Supplied material =
⟨

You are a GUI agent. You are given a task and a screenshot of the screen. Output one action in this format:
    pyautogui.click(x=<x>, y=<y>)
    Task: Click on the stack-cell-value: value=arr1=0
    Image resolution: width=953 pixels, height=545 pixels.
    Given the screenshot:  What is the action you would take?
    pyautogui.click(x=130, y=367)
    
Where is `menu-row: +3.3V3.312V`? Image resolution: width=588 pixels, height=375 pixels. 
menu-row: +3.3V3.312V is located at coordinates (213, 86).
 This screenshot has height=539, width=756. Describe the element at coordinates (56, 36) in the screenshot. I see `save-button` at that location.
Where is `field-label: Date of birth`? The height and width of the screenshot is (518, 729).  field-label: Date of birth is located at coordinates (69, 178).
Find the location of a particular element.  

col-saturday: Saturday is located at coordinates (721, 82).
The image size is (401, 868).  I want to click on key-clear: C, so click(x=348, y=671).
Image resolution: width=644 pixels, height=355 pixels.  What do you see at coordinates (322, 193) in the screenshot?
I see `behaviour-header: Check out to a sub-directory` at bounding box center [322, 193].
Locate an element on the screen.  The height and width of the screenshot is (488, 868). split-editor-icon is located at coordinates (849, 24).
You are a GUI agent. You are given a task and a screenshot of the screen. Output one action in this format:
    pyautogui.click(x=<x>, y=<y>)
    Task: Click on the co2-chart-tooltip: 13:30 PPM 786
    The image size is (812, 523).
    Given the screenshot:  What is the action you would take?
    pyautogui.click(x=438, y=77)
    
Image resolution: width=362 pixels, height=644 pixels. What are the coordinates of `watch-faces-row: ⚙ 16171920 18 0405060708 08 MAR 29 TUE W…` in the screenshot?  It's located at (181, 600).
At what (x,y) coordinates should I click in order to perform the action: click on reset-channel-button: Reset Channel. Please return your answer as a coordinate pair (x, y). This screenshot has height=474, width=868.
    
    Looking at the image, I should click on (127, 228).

⟩

What the exercise asks = Could every entry above be printed again, word for word?

Written response =
You are a GUI agent. You are given a task and a screenshot of the screen. Output one action in this format:
    pyautogui.click(x=<x>, y=<y>)
    Task: Click on the stack-cell-value: value=arr1=0
    Image resolution: width=953 pixels, height=545 pixels.
    Given the screenshot:  What is the action you would take?
    pyautogui.click(x=130, y=367)
    
Where is `menu-row: +3.3V3.312V`? Image resolution: width=588 pixels, height=375 pixels. 
menu-row: +3.3V3.312V is located at coordinates (213, 86).
 This screenshot has height=539, width=756. Describe the element at coordinates (56, 36) in the screenshot. I see `save-button` at that location.
Where is `field-label: Date of birth`? The height and width of the screenshot is (518, 729).  field-label: Date of birth is located at coordinates (69, 178).
Find the location of a particular element.  

col-saturday: Saturday is located at coordinates (721, 82).
The image size is (401, 868).  I want to click on key-clear: C, so click(x=348, y=671).
Image resolution: width=644 pixels, height=355 pixels.  What do you see at coordinates (322, 193) in the screenshot?
I see `behaviour-header: Check out to a sub-directory` at bounding box center [322, 193].
Locate an element on the screen.  The height and width of the screenshot is (488, 868). split-editor-icon is located at coordinates (849, 24).
You are a GUI agent. You are given a task and a screenshot of the screen. Output one action in this format:
    pyautogui.click(x=<x>, y=<y>)
    Task: Click on the co2-chart-tooltip: 13:30 PPM 786
    The image size is (812, 523).
    Given the screenshot:  What is the action you would take?
    pyautogui.click(x=438, y=77)
    
Image resolution: width=362 pixels, height=644 pixels. What are the coordinates of `watch-faces-row: ⚙ 16171920 18 0405060708 08 MAR 29 TUE W…` in the screenshot?  It's located at (181, 600).
At what (x,y) coordinates should I click in order to perform the action: click on reset-channel-button: Reset Channel. Please return your answer as a coordinate pair (x, y). This screenshot has height=474, width=868.
    
    Looking at the image, I should click on (127, 228).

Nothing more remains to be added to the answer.